Mike Lee’s bogus conservative case for criminal justice reform

Senator Mike Lee takes to the pages of the Washington Examiner to make what he calls the conservative case for criminal justice reform. The criminal justice reform Sen. Lee has in mind is the softer sentencing and release of many criminals called for by the Sentencing Reform and Corrections Act of 2015 (SRCA), of which he is a sponsor.

Lee’s case for such reform turns out not to be conservative at all. He writes:

Our bill expands judicial discretion, so judges can treat offenders like human beings, not statistics, and punish them according to their particular circumstances, instead of indiscriminate bureaucratic guidelines.

Since when do conservatives favor empowering judges, a great many of whom are left-wingers, over relying on fixed rules that Congress (not bureaucrats) can control? Lee’s reform is an invitation to bleeding-heart liberal and ideologically leftist judges to put criminals back on the street much sooner than is consistent with protecting the public safety, and much sooner than the public is likely to prefer.

Conservatives also favor similar treatment for similarly situated individuals. Increasing the discretion judges have over sentencing is inconsistent with this principle. Criminals lucky enough to appear before liberal judges will tend to fare significantly better than criminals who commit the same offense under the same basic circumstances but find themselves before tough-minded jurists.

Lee goes on to contend that his proposed legislation is grounded in the principle of forgiveness. I’m surprised that a mind as formidable as Senator Lee’s embraces such a fatuous — such a question-begging — view.

Society forgives criminals when they have paid their debt to society by completing their sentence (individuals are free to forgive them sooner, later, or never). Societal forgiveness thus depends on the length of the sentence.

It can’t be the other way around — the length of the sentence cannot depend on forgiveness — because the principle of forgiveness doesn’t tell us how long a sentence should be. (Not unless one believes forgiveness demands that the length of the sentence must always be zero time regardless of the crime — a proposition that neither Sen. Lee nor any other rational person embraces).

Only a life sentence without the possibility of parole is inconsistent with societal forgiveness. But Sen. Lee’s legislation affects such sentences only to the extent that it reduces the mandatory life without parole sentence for a third drug or violent offences (note that the criminals who would receive this relief have already been forgiven twice, to some degree). If forgiveness is the touchstone, why not eliminate all life without parole sentences?

The reason is that the forgiveness principle offers no valid basis for determining the length of sentences. Some crimes deserve life sentences (or worse); others don’t. “Forgiveness” doesn’t tell us which are which. The sentence for a crime should be determined instead by factors like the severity of the offense, the past criminal record of the offender, and the other considerations embodied in the federal sentencing guidelines.

Sen. Lee has not made a conservative case for his legislation. He has merely collected a few catch phrases that he hopes will move conservatives, especially religious ones. The irresponsibility of Lee’s arguments reflect the irresponsibility of his legislation.

ONE MORE THOUGHT: It is ironic that Senator Lee and other conservatives want to grant more power to federal district court judges at a time when many conservatives are fretting about the ability to ensure the ideological soundness of Supreme Court Justices vetted by Republican presidents. A big part of the problem, some conservatives say, is that Republican presidents have tended to nominate Justices with only a short judicial track record.

District court judges receive a tiny fraction of the vetting Supreme Court Justices get. They almost always sail through the Senate. And, though many federal judges have experience on state court benches, many do not — they have no judicial track record. In addition, of course, at any given time Democrats, not Republicans, will have nominated a goodly share of the nation’s federal district judges.

This is not a group to which conservatives ought to want Congress to grant additional discretion over matters vital to the public safety.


What is needed: Pictures aside, write out every record exactly as it appears.

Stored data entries
····················
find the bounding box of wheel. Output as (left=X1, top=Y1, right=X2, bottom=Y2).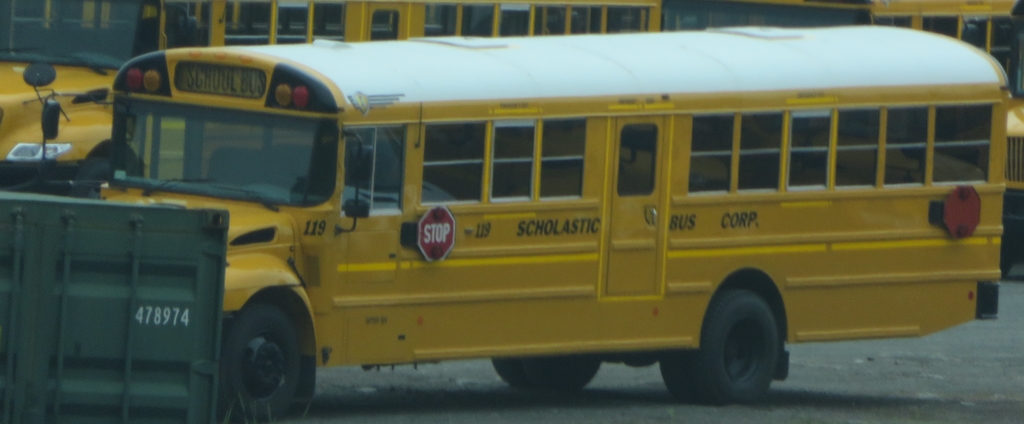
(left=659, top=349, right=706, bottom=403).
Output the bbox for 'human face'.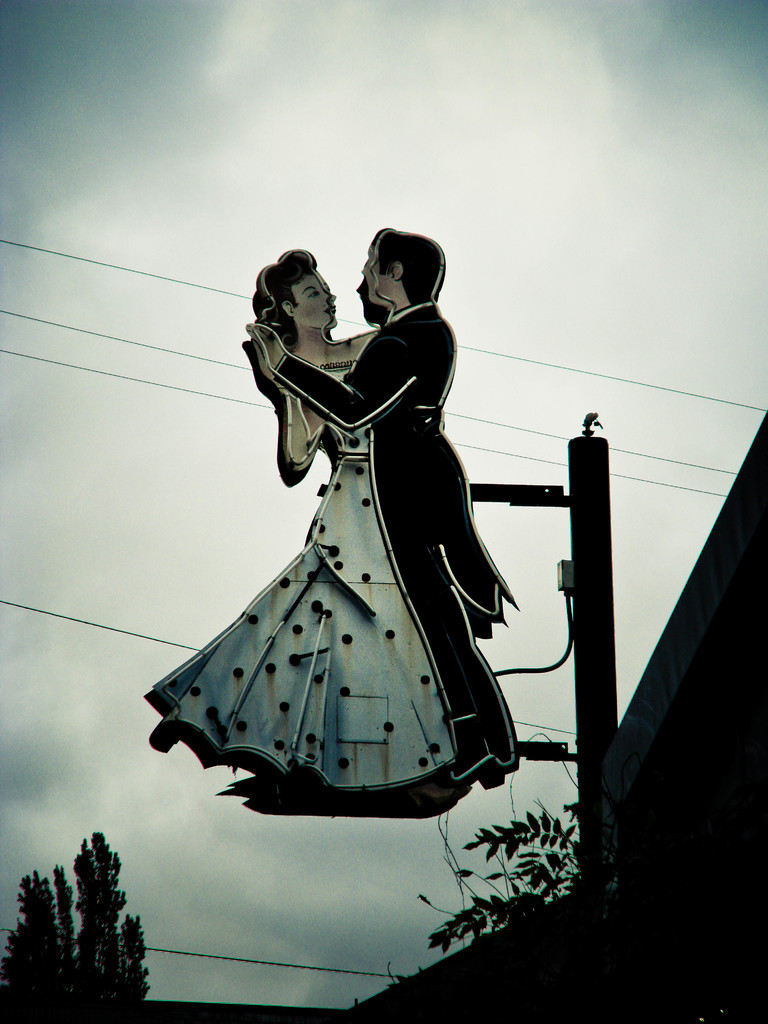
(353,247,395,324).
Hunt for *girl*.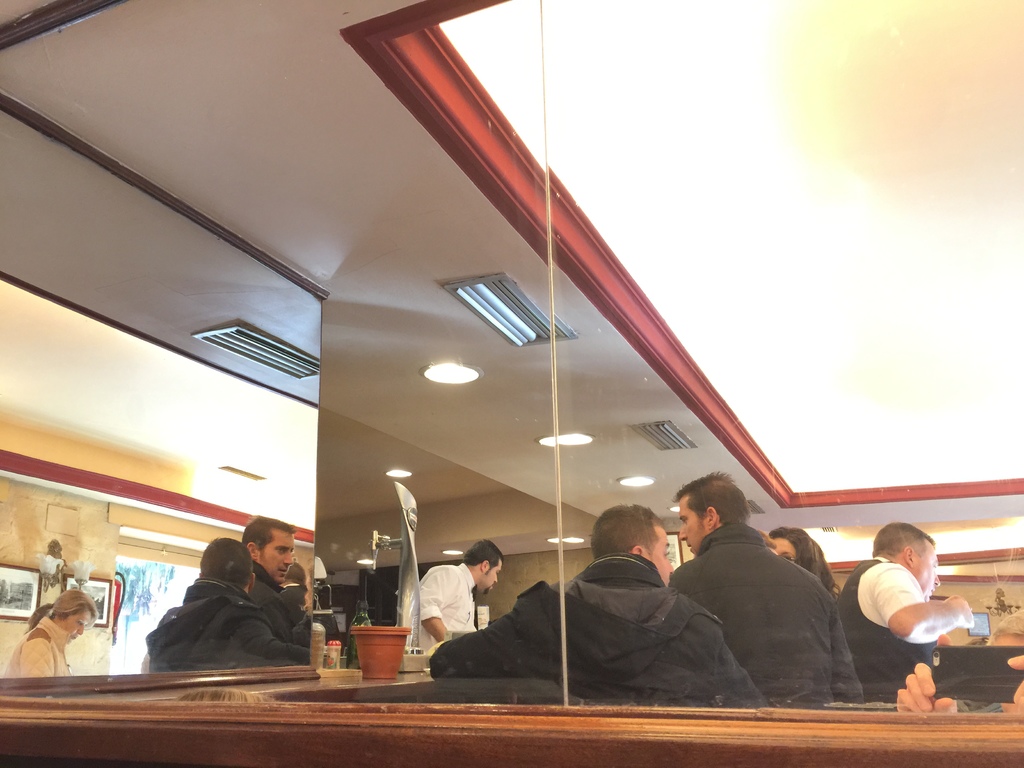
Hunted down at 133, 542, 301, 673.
····················
Problem solution:
find the bounding box of wheel. Output as (left=X1, top=Y1, right=X2, bottom=Y2).
(left=659, top=349, right=706, bottom=403).
Output the bbox for 'human face'.
(353,247,395,324).
Hunt for *girl*.
Hunted down at 133, 542, 301, 673.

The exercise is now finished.